Page 103 of Goalie & the Geek


Font Size:

Soft footsteps on the carpet.Not the heavy, cleat-stomping walk of an athlete, but the quiet, deliberate tread of someone trying not to disturb the peace.

I looked up.

Luke rounded the corner of the stack.He wasn’t wearing team gear—no logo, no Frost Demons branding.Jeans and a dark-green sweater that made his eyes look unfair.

He saw me.The “media smile”—the polite, guarded one he gave reporters—didn’t appear.Instead, his face softened into something private.Something for me.

He didn’t walk to the empty chair across from me.He walked to the one right next to me.

He pulled it out, wincing as the wood scraped the floor, and sat.

“Hey,” he mouthed, no sound.

“Hey,” I mouthed back.

He smelled like the cold outside and the peppermint soap from our shower.He unpacked his bag with slow, deliberate movements—playbook, notebook, a black pen.

He shifted.

His leg pressed against mine.Not a brush.A lean.Solid, heavy warmth running from hip to knee.

I froze, instinct screamingpeople will see.I glanced at the aisle.Empty.

Luke didn’t look at me.He opened his playbook to a diagram of a penalty kill, clicked his pen, and began making notes.His hand drifted down and settled on my thigh.

His thumb rubbed a slow, calming circle against the denim.

My brain short-circuited.The thesis draft might as well have been written in Wingdings.

I looked at him.He was staring at the playbook, expression perfectly serious, while his hand claimed me in the middle of a public building.

He slid his notebook toward me.

Focus, Professor,he had written in the margin.

I grabbed my pen.You are violating my personal space.

He read it, smirked, and wrote back:Yeah, but you like it.

I fought a smile.I turned back to my screen, but I didn’t type.I was too busy feeling the heat of his palm.Terrifying.Exhilarating.

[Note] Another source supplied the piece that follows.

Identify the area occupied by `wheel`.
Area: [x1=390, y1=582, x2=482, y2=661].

We worked like that for twenty minutes—a silent, secret circuit connected by the touch of his hand.It felt like getting away with a heist.

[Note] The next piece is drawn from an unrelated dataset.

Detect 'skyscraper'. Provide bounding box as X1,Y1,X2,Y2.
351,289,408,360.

Then, footsteps.Fast ones.

“Austen?”

The whisper was loud, cutting through the silence.

I jumped.My heart hammered against my ribs.

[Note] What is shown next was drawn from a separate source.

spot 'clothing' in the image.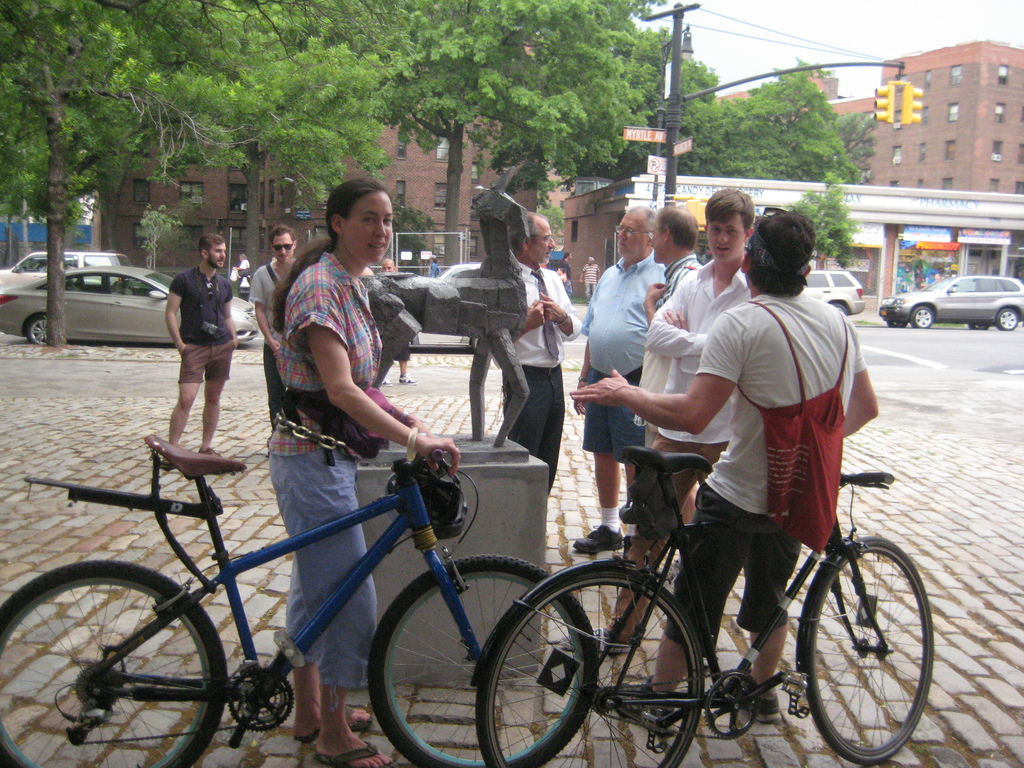
'clothing' found at select_region(237, 261, 246, 285).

Luke didn’t jump.His hand vanished from my leg instantly—smooth, controlled, no guilt-jerk—and reappeared on his own neck, rubbing a knot as he turned his head.

Kayla, Devon’s girlfriend, stood at the end of the aisle.She was holding a stack of psych textbooks.

“Oh, hey,” she whispered, stepping closer.“Devon said you guys might be here.Is Luke—oh, hi Luke!”

I couldn’t speak.My throat was locked.I was convinced there was a neon sign above my head flashingWE ARE SLEEPING TOGETHER.